## WHAT IS REQUIRED
Set down a faithful copy of every record, and skip the pictures in it.

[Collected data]
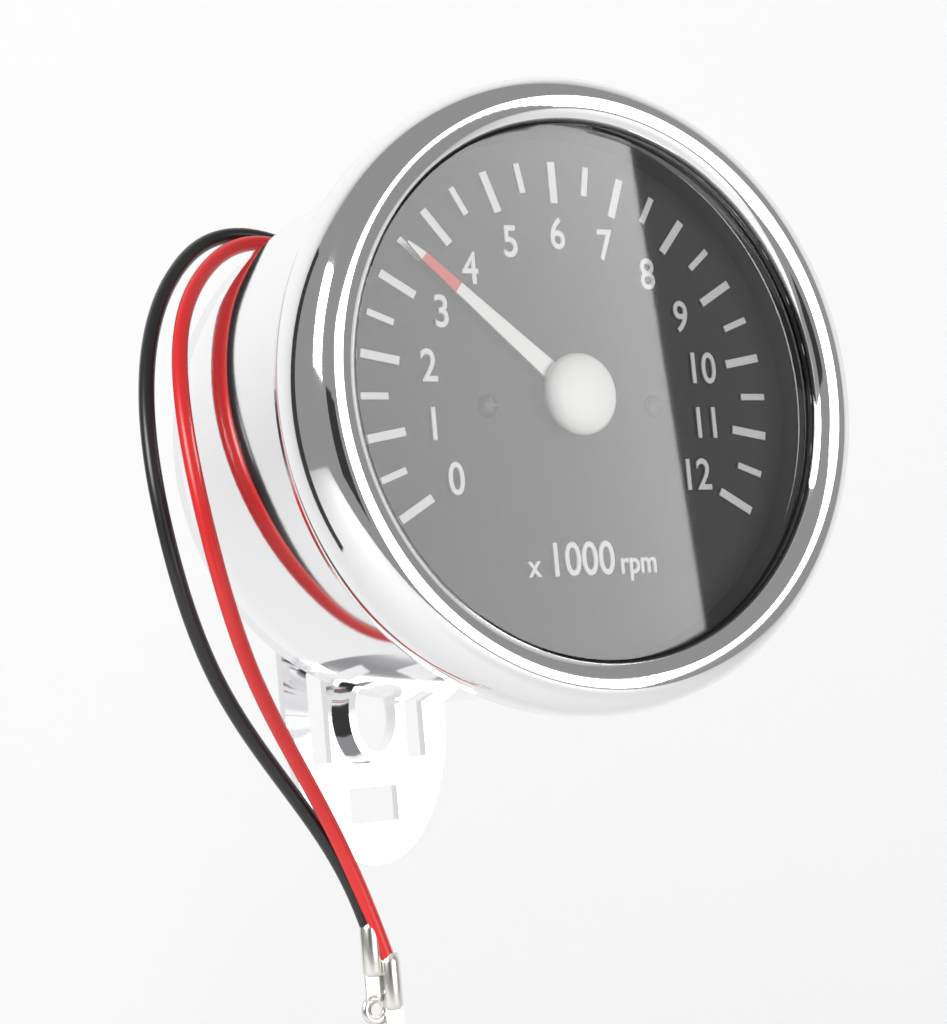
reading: 3.5 x1000 rpm
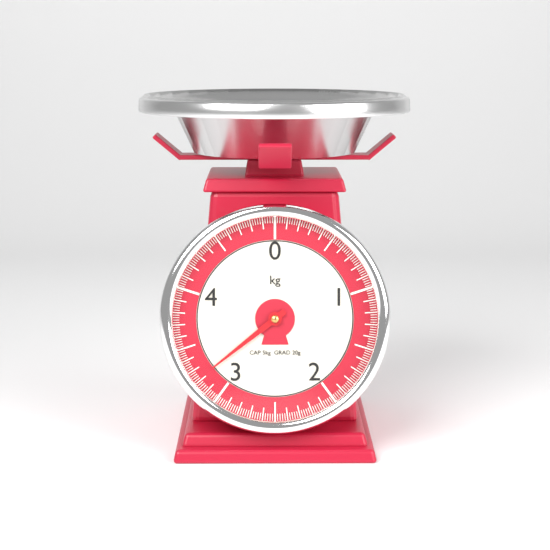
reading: 3.22 kg
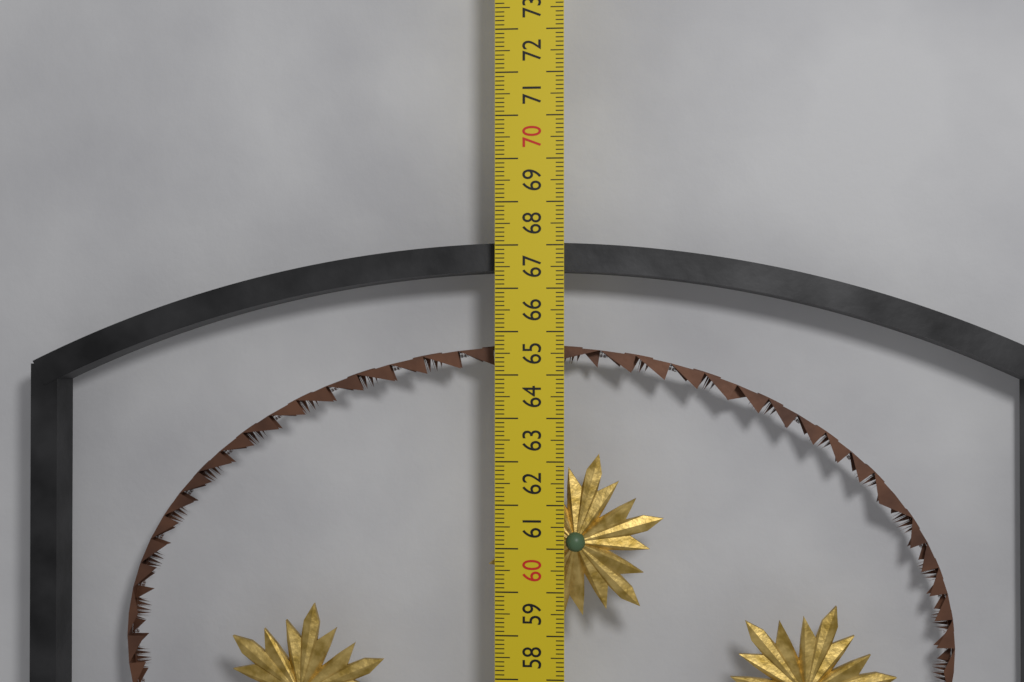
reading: 67.1 cm
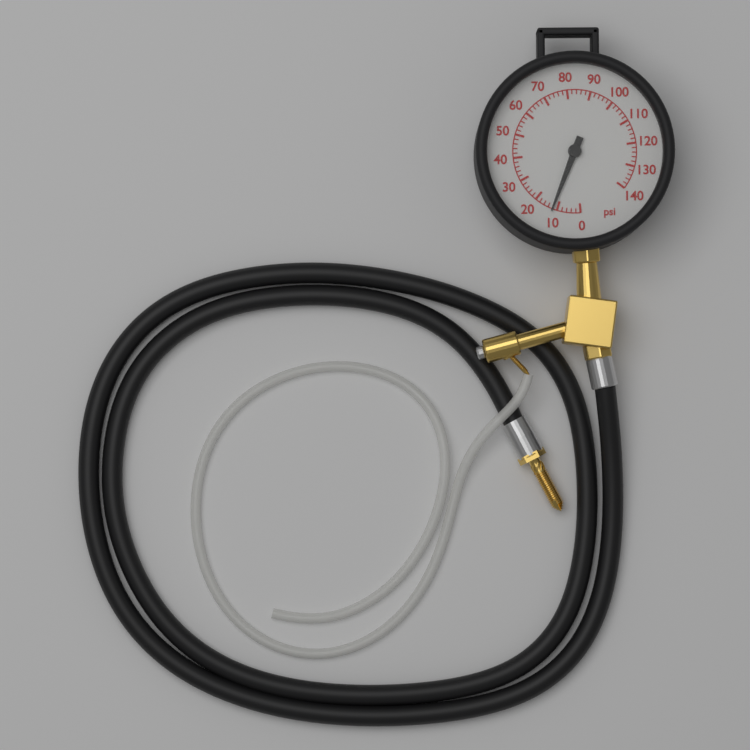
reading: 12 psi
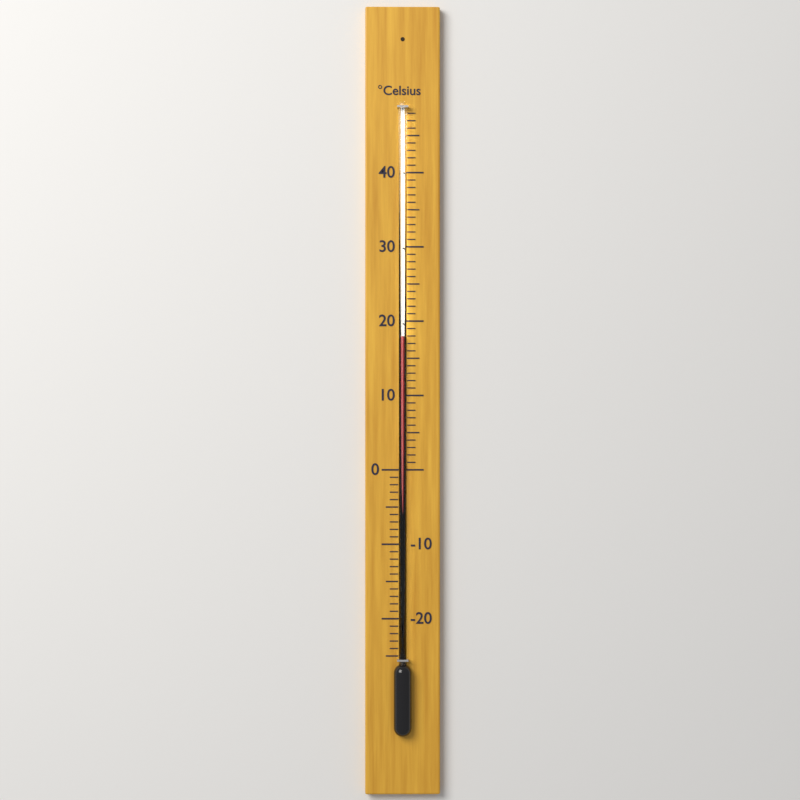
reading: 18 °C
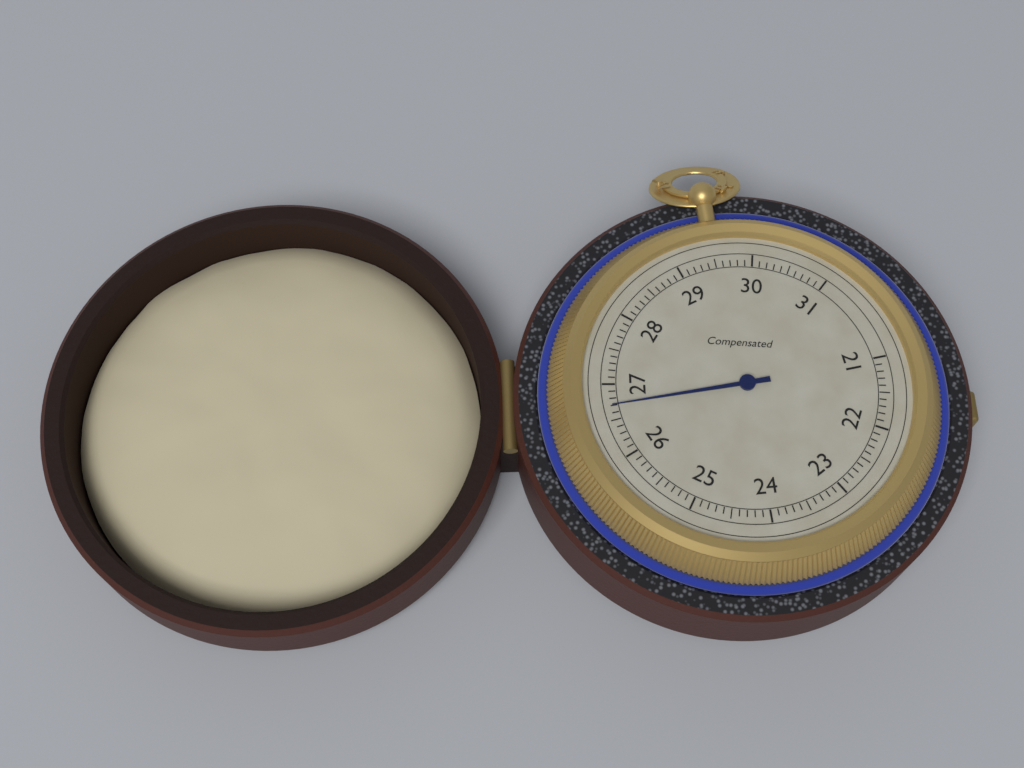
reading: 26.7 (no unit)
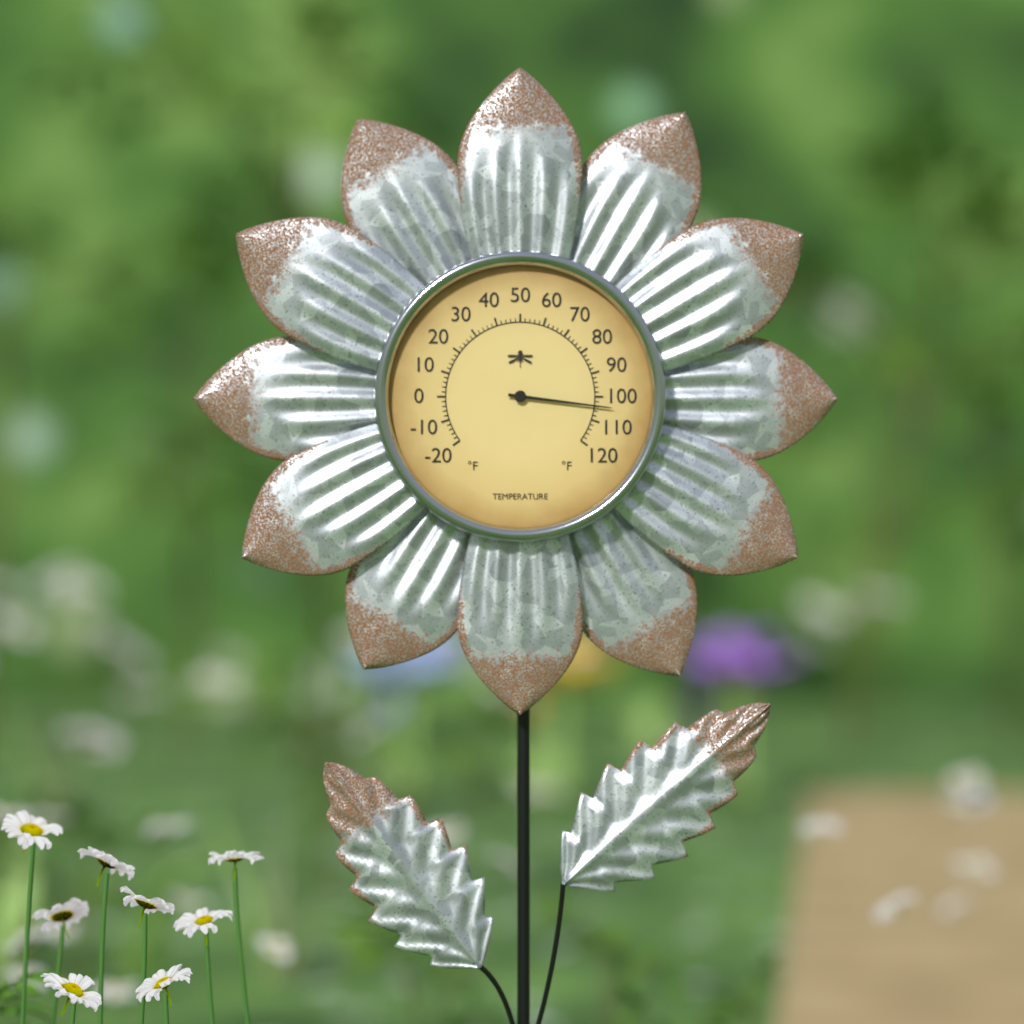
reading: 104 °F
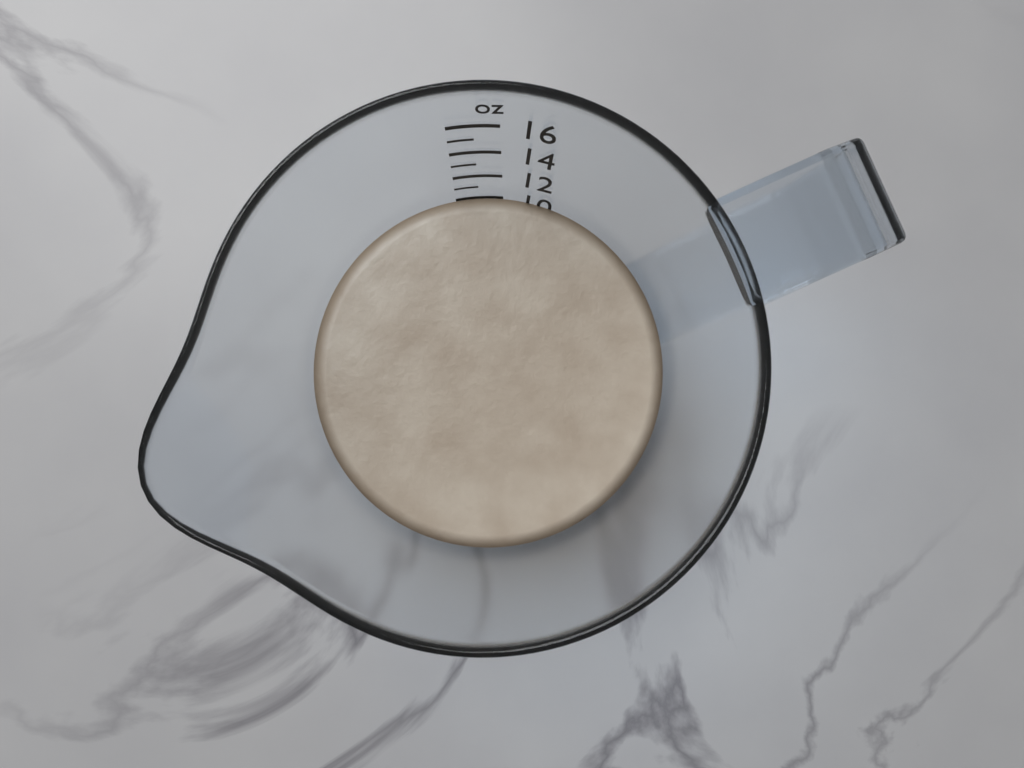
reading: 10 oz
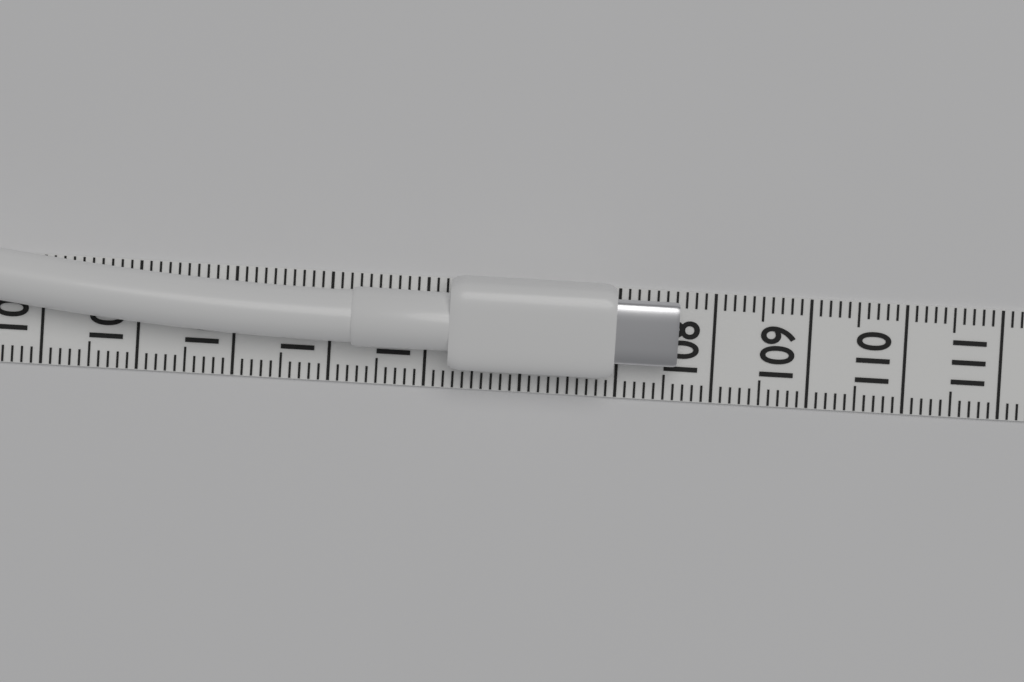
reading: 107.6 (no unit)
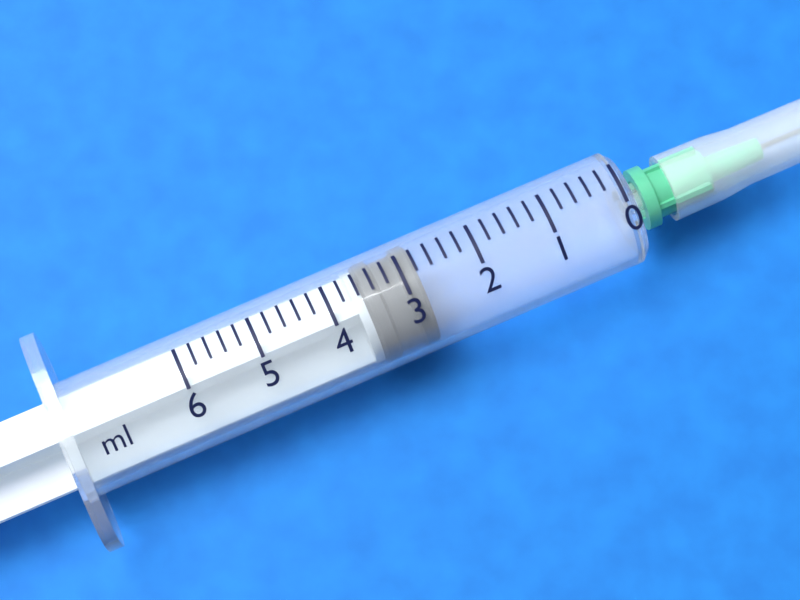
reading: 2.8 ml
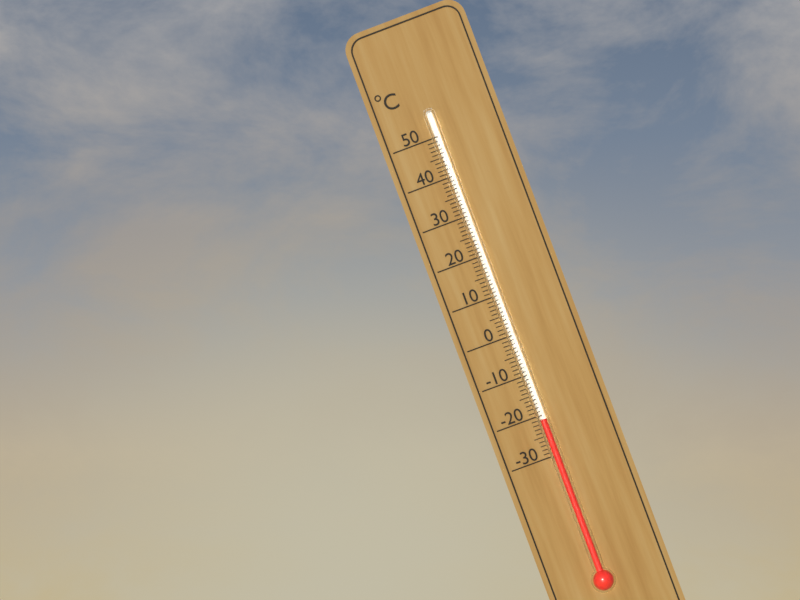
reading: -21 °C
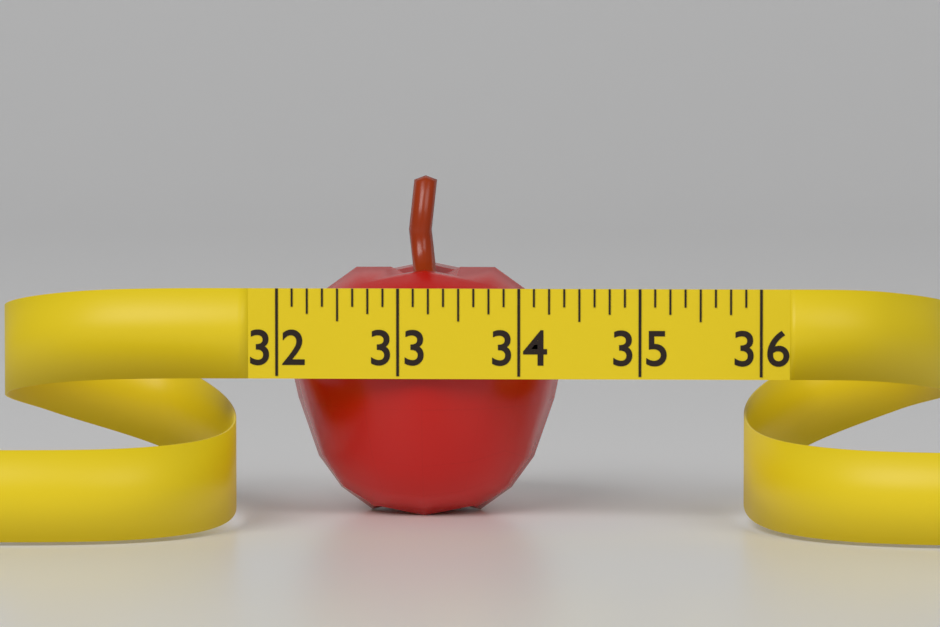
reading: 34.375 (no unit)
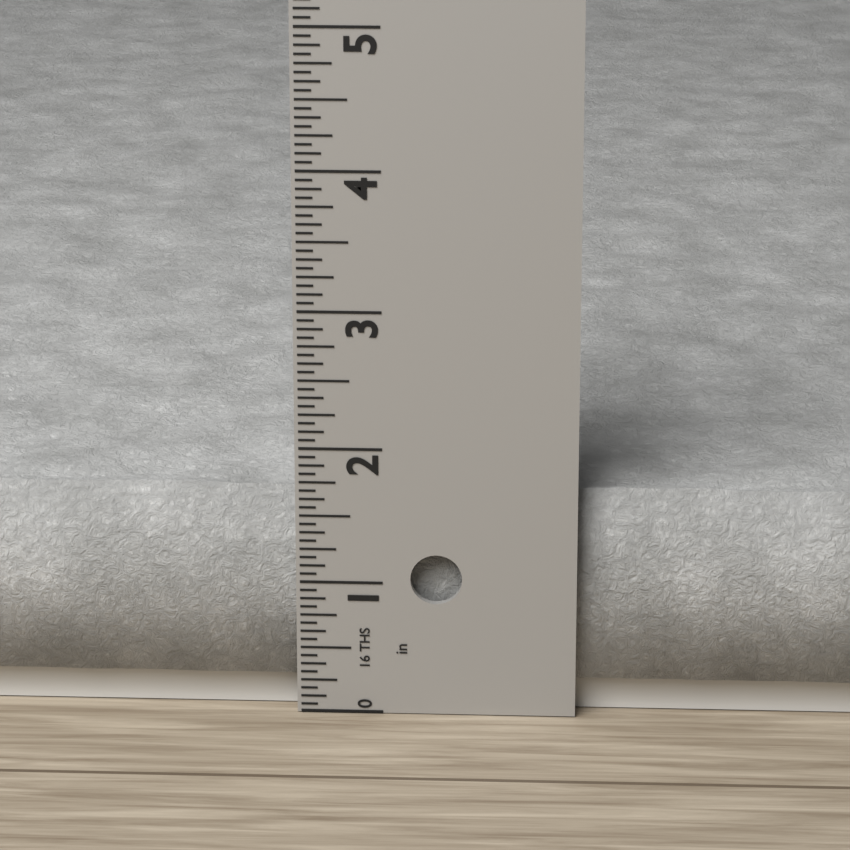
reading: 1.6875 in
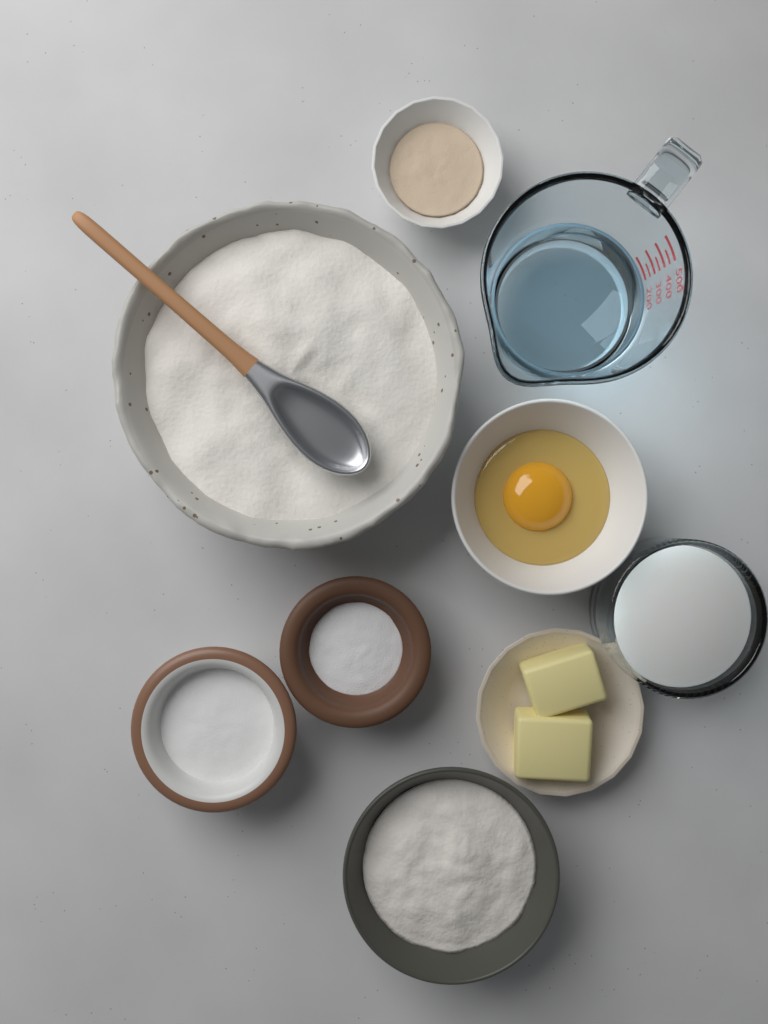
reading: 200 ml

## ANSWER TO THIS EXERCISE
reading: 3.5 x1000 rpm
reading: 3.22 kg
reading: 67.1 cm
reading: 12 psi
reading: 18 °C
reading: 26.7 (no unit)
reading: 104 °F
reading: 10 oz
reading: 107.6 (no unit)
reading: 2.8 ml
reading: -21 °C
reading: 34.375 (no unit)
reading: 1.6875 in
reading: 200 ml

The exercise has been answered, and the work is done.